WORDS: ELLIOTT HUGHES | PHOTOS: FORD
Ford has claimed the outright record at the Mount Panorama Circuit in Bathurst, Australia, just days after a new record was set at the track by Jules Gounon in a derestricted Mercedes-AMG GT3 race car. Ford’s record was set by two-time Le Mans winner Romain Dumas, in what can only loosely be called a ‘van’.
The vehicle in question is Ford’s latest rendition of the Supervan – a lineage of ultra-high-performance machines that began in 1971 to promote the facelifted Mk1 Transit.
Supervan 1 was built by Terry Drury Racing, and its workaday body concealed a Ford GT40 chassis along with a mid-mounted 434bhp 5.0-litre V8. The giveaway? Flared arches, bulbous Firestone slicks and a top speed in excess of 150mph. Needless to say, this outrageous creation succeeded in generating plenty of publicity for the Blue Oval.
1984 heralded the arrival of Supervan 2, which upped the ante with lightweight components and even more power. Built by Auto Racing Technology, the Supervan 2 was seven-tenths the size of the equivalent production Transit, and was underpinned by the carbonfibre and aluminium monocoque developed for Ford’s stillborn C100 Group C challenger.
Supervan 2’s bodywork was manufactured from a combination of aluminium and glassfibre, and was more aerodynamically stable than its predecessor thanks to underfloor venturi tunnels, an aggressive front splitter and side skirts. Huge intakes were carved out of its flanks to cool the C100’s 3.9-litre Cosworth V8 race engine, which developed 590bhp. All this motor sport technology allowed Supervan 2 to reach a terrifying 174mph at Silverstone in 1984.
In 1994, Supervan 2 evolved into Supervan 3, after spending several years on display at the British Commercial Vehicle Museum in Lancashire. In this guise, the bodyshell was adapted to replicate the appearance of the Transit of the period with a new nose and doors, although the underlying structure remained. Supervan 3 did, however, get a new and even more powerful engine: a 650bhp 3.5-litre Ford-Cosworth HB V8.
This motor was the same unit that propelled Michael Schumacher to his first Formula 1 World Championship with Benetton. The F1-powered Supervan 3 was retired in 2001, but it was revived for the Transit’s 40th anniversary in 2004 with a less extreme Ford Cosworth Pro Sports 3000 V6 powerplant.
Then, in the summer of 2022, Ford revealed Supervan 4.0 as an all-electric performance machine that developed a dizzying 1973bhp and 1328lb ft – more than all three of its predecessors combined. This ridiculous amount of power was sent to each of its wheels by four electric motors, allowing Supervan 4 to bolt from 0-62mph in less than two seconds.
The Supervan 4.0 chassis is a steel spaceframe draped in aerodynamic carbonfibre bodywork that, aesthetically, is a far more radical departure from the production model. It made its first appearance at the 2022 Goodwood Festival of Speed, where it finished fourth.
Ford then developed Supervan 4.0 into Supervan 4.2 for the 2023 Pikes Peak Hillclimb, where it aimed to set a record by completing the legendary 12.5-mile challenge in less than nine minutes, in the Open Class. For this, Ford was required to strip out 400kg of weight and make revisions to the suspension settings, ride height and brakes. In addition, Blue Oval engineers added a comically large rear wing to help generate downforce at the high altitudes Pikes Peak is famous for, and they also reduced the number of electric motors to three to increase the range.
The three-motor set-up means the Supervan 4.2 isn’t as powerful as the 4.0, but that didn’t stop it from reaching the summit of Pikes Peak in just eight minutes, 47.682 seconds, and setting a class record in the process.
And now, Supervan 4.2 has another record to its name, after stripping Mercedes-AMG of that Mount Panorama lap record. We hope the Supervan will continue to its successes for years to come.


WORK INSTRUCTIONS — Directions for the data below: repeat exactly the lines from the one with "Image is 980x453 pixels." through the one with "Image is 644x309 pixels.", both included, and omit all pictures.

*** Block opens ***

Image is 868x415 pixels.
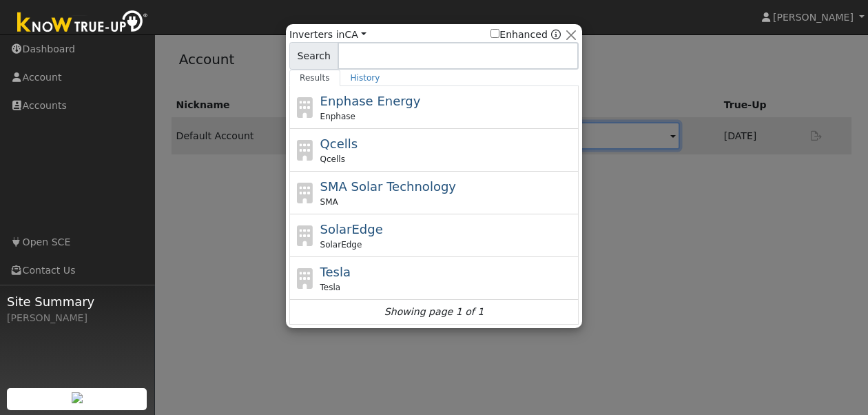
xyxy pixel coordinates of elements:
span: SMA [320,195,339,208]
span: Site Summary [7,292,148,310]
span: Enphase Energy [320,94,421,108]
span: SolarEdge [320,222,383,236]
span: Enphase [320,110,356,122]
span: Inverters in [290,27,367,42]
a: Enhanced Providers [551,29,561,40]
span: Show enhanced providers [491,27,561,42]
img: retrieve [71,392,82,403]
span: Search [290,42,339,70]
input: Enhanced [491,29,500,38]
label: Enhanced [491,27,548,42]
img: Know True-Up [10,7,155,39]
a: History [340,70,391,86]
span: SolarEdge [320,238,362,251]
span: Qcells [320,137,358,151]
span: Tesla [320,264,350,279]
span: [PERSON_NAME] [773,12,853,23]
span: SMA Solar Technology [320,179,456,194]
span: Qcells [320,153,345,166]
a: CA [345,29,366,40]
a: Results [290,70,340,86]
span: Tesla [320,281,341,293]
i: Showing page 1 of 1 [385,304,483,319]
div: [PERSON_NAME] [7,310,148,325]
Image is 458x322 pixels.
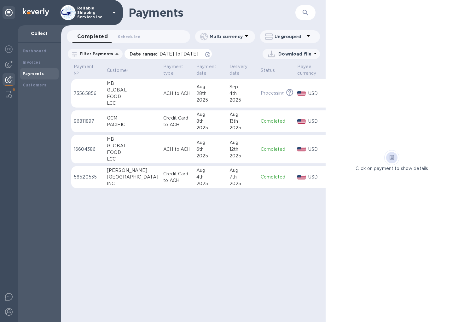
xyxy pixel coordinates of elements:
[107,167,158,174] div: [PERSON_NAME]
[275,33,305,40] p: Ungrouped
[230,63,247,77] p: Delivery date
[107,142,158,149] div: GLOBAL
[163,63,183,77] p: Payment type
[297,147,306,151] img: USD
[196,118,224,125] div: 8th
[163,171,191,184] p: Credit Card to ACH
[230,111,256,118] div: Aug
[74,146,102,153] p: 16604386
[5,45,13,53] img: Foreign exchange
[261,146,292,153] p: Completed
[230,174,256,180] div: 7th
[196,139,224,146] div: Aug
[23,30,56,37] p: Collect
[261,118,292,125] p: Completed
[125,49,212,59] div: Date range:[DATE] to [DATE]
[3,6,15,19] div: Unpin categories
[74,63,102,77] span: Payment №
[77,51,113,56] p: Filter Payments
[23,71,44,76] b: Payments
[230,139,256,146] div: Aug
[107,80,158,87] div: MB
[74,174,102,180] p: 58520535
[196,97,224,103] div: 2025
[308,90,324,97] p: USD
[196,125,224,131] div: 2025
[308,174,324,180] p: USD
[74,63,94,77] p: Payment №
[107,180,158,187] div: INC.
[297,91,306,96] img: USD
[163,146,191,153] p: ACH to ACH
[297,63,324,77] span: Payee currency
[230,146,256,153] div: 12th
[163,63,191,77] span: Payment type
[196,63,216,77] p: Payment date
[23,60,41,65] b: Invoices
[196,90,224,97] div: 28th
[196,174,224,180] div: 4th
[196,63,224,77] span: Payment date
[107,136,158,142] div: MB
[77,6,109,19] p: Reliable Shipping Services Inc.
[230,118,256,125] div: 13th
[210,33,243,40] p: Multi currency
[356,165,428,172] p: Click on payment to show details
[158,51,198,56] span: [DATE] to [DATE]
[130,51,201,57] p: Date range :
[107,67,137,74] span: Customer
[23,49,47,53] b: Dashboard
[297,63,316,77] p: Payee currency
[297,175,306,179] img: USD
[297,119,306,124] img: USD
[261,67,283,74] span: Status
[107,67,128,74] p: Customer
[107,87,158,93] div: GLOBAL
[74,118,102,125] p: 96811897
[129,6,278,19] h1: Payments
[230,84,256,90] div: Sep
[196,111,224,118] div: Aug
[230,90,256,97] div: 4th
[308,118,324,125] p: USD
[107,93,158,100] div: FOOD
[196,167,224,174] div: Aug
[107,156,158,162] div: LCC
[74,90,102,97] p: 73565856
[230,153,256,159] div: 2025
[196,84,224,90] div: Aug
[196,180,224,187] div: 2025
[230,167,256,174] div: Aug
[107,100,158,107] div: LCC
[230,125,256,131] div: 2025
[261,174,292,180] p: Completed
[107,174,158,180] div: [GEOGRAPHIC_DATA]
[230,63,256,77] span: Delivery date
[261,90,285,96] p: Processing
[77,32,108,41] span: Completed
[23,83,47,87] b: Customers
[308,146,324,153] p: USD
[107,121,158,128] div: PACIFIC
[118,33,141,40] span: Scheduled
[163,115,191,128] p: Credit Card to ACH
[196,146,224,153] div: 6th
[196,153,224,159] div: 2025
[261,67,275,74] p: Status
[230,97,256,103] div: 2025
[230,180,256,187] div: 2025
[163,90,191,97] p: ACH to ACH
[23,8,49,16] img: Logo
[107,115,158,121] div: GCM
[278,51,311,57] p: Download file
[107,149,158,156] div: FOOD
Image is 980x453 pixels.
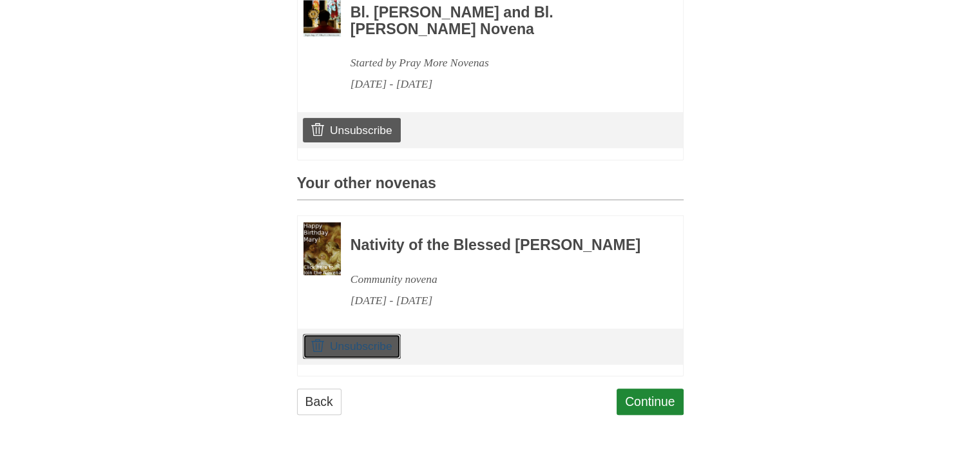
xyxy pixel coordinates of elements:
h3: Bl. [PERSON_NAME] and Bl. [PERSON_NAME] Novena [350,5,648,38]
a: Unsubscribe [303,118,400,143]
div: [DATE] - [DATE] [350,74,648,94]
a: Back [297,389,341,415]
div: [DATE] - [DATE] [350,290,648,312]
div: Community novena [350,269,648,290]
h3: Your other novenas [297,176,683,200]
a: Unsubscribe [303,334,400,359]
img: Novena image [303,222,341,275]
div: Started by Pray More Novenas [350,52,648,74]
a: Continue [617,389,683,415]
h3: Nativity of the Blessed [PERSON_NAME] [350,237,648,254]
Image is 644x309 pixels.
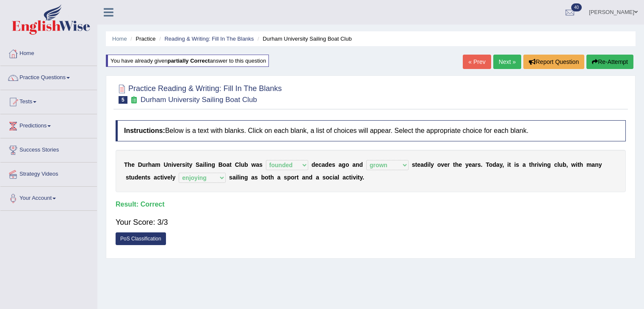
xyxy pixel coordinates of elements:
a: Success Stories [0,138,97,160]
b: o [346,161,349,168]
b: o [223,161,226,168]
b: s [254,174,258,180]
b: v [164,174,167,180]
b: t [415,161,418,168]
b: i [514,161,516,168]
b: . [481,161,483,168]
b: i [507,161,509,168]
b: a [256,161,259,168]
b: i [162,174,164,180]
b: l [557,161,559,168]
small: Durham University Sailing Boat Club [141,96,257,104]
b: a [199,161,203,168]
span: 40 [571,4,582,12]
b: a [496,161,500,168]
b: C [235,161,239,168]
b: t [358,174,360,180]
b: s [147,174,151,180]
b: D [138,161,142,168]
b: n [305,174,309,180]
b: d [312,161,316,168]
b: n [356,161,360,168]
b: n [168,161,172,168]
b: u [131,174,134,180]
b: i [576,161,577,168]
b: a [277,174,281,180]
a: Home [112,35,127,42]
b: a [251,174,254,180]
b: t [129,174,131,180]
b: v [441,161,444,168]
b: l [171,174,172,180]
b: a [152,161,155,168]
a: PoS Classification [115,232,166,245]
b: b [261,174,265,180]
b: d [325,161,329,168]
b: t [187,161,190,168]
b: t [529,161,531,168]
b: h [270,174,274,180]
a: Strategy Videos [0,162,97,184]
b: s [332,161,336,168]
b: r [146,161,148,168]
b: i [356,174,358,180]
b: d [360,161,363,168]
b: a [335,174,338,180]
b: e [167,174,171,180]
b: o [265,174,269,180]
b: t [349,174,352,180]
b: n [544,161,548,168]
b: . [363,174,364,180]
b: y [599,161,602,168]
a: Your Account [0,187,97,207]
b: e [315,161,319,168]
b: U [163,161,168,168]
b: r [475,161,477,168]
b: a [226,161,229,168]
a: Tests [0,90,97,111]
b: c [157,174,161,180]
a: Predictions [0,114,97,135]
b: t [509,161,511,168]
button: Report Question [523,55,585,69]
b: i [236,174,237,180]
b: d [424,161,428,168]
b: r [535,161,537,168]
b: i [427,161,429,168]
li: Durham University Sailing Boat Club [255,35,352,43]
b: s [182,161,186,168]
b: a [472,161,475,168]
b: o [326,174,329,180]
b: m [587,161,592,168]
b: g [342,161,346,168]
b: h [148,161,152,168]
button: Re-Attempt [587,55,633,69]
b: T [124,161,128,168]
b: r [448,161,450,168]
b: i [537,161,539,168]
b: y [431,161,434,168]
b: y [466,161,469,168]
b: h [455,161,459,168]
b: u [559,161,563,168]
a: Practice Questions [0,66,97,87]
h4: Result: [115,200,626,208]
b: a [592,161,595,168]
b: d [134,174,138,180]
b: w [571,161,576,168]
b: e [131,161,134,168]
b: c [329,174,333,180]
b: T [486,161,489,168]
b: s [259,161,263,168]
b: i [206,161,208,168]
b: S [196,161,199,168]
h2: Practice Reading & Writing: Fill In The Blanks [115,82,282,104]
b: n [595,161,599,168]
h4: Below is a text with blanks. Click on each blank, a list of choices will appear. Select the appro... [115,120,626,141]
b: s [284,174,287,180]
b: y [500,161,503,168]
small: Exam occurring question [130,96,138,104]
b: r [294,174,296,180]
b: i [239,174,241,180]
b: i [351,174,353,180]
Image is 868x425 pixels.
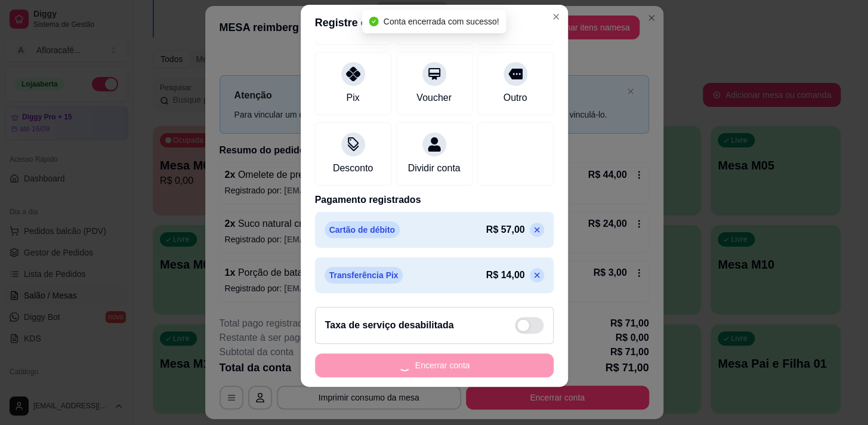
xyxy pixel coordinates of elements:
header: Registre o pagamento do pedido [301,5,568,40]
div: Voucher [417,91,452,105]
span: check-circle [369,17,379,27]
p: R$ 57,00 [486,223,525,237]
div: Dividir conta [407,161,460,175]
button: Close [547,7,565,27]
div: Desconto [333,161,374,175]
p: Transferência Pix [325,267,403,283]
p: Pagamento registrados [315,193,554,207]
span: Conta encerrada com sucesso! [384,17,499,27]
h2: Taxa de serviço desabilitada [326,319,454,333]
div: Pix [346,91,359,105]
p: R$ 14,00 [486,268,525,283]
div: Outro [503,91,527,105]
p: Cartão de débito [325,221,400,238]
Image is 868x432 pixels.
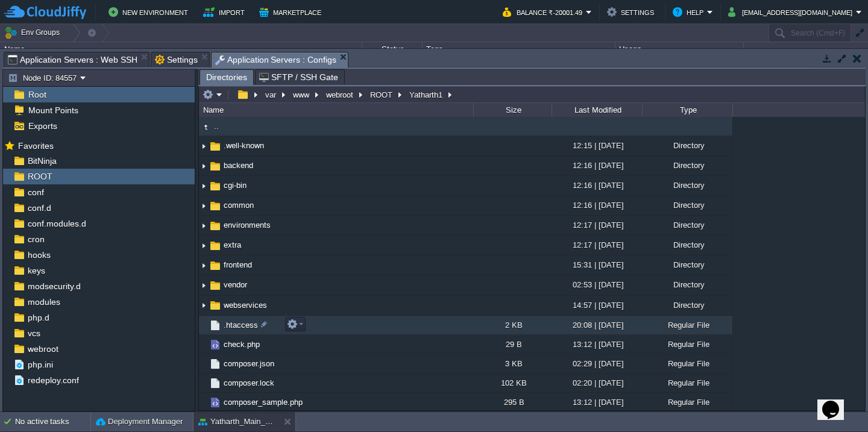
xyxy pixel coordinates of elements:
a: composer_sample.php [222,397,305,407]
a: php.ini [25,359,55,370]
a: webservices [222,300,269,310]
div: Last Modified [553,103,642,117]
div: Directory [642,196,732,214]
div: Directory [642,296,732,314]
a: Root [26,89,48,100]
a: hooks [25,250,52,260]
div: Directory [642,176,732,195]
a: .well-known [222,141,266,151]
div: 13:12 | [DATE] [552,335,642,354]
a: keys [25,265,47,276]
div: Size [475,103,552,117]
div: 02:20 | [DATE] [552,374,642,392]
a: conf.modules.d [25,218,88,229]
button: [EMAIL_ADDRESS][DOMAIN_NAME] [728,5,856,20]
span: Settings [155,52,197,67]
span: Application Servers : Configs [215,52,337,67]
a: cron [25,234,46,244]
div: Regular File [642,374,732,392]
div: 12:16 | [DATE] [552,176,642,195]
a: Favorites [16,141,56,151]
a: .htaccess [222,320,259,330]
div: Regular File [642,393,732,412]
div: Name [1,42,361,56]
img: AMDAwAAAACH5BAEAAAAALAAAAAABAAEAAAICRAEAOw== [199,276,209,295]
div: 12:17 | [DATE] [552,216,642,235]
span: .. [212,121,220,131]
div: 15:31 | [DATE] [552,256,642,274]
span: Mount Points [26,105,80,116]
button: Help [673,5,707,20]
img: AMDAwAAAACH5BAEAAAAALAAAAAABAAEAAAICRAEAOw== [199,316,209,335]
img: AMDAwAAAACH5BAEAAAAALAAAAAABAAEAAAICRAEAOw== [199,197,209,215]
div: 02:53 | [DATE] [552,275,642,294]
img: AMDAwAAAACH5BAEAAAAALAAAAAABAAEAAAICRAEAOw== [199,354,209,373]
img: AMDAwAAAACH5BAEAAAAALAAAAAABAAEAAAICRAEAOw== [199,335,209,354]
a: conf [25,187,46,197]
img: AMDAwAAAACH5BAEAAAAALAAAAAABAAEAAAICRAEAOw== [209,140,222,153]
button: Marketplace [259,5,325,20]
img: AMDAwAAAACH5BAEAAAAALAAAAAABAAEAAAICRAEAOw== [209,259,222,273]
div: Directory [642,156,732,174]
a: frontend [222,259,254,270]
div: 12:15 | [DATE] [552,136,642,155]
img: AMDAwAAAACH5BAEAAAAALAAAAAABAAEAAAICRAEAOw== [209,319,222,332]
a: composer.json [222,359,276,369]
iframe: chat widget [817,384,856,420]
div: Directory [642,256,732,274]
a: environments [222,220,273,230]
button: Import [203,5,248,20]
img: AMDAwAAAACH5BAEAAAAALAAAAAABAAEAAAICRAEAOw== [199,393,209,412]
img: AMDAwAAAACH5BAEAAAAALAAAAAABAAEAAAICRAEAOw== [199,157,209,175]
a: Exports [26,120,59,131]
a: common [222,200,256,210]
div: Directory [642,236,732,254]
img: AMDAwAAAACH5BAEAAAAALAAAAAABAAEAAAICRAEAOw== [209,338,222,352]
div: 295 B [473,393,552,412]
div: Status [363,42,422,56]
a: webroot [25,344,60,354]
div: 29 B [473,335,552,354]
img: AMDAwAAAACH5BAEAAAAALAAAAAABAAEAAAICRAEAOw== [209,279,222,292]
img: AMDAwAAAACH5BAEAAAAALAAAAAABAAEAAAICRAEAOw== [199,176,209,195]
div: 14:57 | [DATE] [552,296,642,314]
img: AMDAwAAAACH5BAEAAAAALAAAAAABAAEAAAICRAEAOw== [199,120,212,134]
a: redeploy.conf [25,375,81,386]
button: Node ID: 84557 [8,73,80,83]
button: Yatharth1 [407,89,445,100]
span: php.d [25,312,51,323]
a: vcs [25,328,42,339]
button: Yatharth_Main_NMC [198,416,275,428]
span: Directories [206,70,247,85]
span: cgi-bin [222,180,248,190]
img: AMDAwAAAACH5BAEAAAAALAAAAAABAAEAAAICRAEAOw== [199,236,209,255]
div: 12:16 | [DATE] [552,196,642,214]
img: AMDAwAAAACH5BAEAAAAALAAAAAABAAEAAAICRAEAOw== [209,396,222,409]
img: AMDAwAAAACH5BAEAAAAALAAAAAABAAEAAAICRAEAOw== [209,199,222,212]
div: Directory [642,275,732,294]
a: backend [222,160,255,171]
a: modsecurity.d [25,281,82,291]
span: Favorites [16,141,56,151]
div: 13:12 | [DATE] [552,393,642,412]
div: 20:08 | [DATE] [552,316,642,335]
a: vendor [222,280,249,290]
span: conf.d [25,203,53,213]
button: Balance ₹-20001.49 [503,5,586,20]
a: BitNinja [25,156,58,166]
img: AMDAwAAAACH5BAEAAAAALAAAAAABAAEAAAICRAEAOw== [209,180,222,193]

*** Block closes ***

TASK OUTPUT —
Image is 980x453 pixels.
xyxy pixel coordinates of elements:
h3: Bl. [PERSON_NAME] and Bl. [PERSON_NAME] Novena [350,5,648,38]
a: Unsubscribe [303,118,400,143]
div: [DATE] - [DATE] [350,74,648,94]
a: Back [297,389,341,415]
div: [DATE] - [DATE] [350,290,648,312]
div: Community novena [350,269,648,290]
h3: Your other novenas [297,176,683,200]
a: Unsubscribe [303,334,400,359]
img: Novena image [303,222,341,275]
div: Started by Pray More Novenas [350,52,648,74]
a: Continue [617,389,683,415]
h3: Nativity of the Blessed [PERSON_NAME] [350,237,648,254]
Image is 644x309 pixels.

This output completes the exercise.